Efficient methods for the solution of n-dimensional systems of nonlinear equations are critical for numerous applications. For the system F(x) = 0, the well-known Newton’s method employs the derivative matrix F′(x) and under modest assumptions delivers quadratic convergence near a solution with the error squared at each iteration. Often, a significant cost is the production and use of F’, and effectively exploiting this matrix once calculated has motivated many extensions, a new family of which is developed in this paper.
In these approaches, improvements on the order of convergence are accomplished with the help of repeated use of a calculated F′. Starting with an existing third-order two-step method, which uses the same calculated F′ twice, the authors introduce parameters, determine their optimal values theoretically, and then inductively extend their approach to an m + 1 step method of order m + 2. Significantly, only one evaluation of F′ is used for each m + 1 step, and for the analysis F needs only to be third Fréchet differentiable.
A detailed efficiency study incorporating computational cost and order is provided for the proposed method and reviewed for a set of alternative methods in the literature that reuse F′ evaluations. Comparisons are neatly presented using graphs whose axes relate the key costs of computing elements of F and F′. Numerical experiments are included using extended precision (200-digit mantissa) to capture the high-order behavior for a number of test cases. The proposed method’s efficiency increases with m and is advantageous for larger systems.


Across all the records below, count the lines that hold "peak". State only that figure.

>>

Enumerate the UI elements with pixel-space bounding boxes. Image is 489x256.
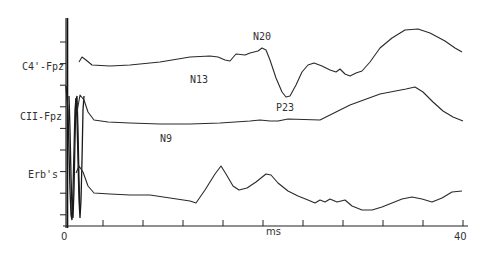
peak-label-p23: P23 bbox=[276, 102, 294, 113]
x-axis-label: ms bbox=[266, 226, 281, 237]
stimulus-artifact bbox=[66, 86, 84, 220]
evoked-potential-chart: 0 40 ms C4'-Fpz CII-Fpz Erb's N20 P23 N1… bbox=[0, 0, 489, 256]
x-tick-label-40: 40 bbox=[454, 231, 467, 242]
peak-label-n9: N9 bbox=[160, 133, 172, 144]
series-label-c4-fpz: C4'-Fpz bbox=[22, 61, 64, 72]
series-line-erb-s bbox=[76, 166, 462, 210]
peak-label-n20: N20 bbox=[253, 31, 271, 42]
series-group bbox=[76, 29, 463, 210]
peak-label-n13: N13 bbox=[190, 74, 208, 85]
x-tick-label-0: 0 bbox=[61, 231, 67, 242]
series-line-cii-fpz bbox=[77, 87, 463, 124]
series-label-erbs: Erb's bbox=[28, 169, 58, 180]
series-label-cii-fpz: CII-Fpz bbox=[20, 111, 62, 122]
x-ticks bbox=[103, 220, 463, 226]
axes: 0 40 ms bbox=[60, 18, 468, 242]
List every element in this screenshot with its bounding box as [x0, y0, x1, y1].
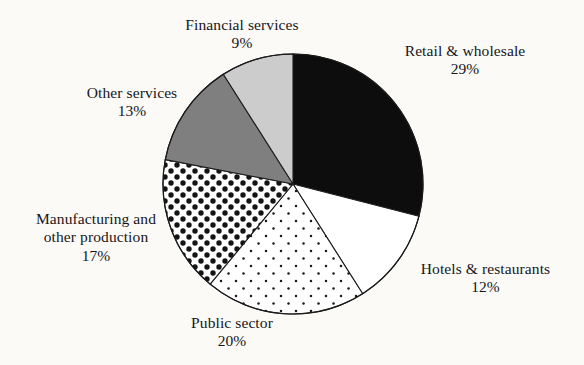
pie-label-retail-wholesale-percent: 29% — [370, 60, 560, 78]
pie-chart: Financial services 9% Retail & wholesale… — [0, 0, 584, 365]
pie-label-financial-services-name: Financial services — [152, 16, 332, 34]
pie-label-other-services: Other services 13% — [52, 84, 212, 121]
pie-label-public-sector: Public sector 20% — [152, 314, 312, 351]
pie-label-hotels-restaurants-name: Hotels & restaurants — [398, 260, 573, 278]
pie-label-manufacturing-name-line2: other production — [6, 228, 186, 246]
pie-label-financial-services: Financial services 9% — [152, 16, 332, 53]
pie-label-hotels-restaurants: Hotels & restaurants 12% — [398, 260, 573, 297]
pie-label-manufacturing-name-line1: Manufacturing and — [6, 210, 186, 228]
pie-label-retail-wholesale-name: Retail & wholesale — [370, 42, 560, 60]
pie-label-hotels-restaurants-percent: 12% — [398, 278, 573, 296]
pie-label-other-services-percent: 13% — [52, 102, 212, 120]
pie-label-public-sector-percent: 20% — [152, 332, 312, 350]
pie-label-public-sector-name: Public sector — [152, 314, 312, 332]
pie-label-other-services-name: Other services — [52, 84, 212, 102]
pie-label-retail-wholesale: Retail & wholesale 29% — [370, 42, 560, 79]
pie-label-financial-services-percent: 9% — [152, 34, 332, 52]
pie-label-manufacturing: Manufacturing and other production 17% — [6, 210, 186, 265]
pie-label-manufacturing-percent: 17% — [6, 247, 186, 265]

<<

## [Task output]
4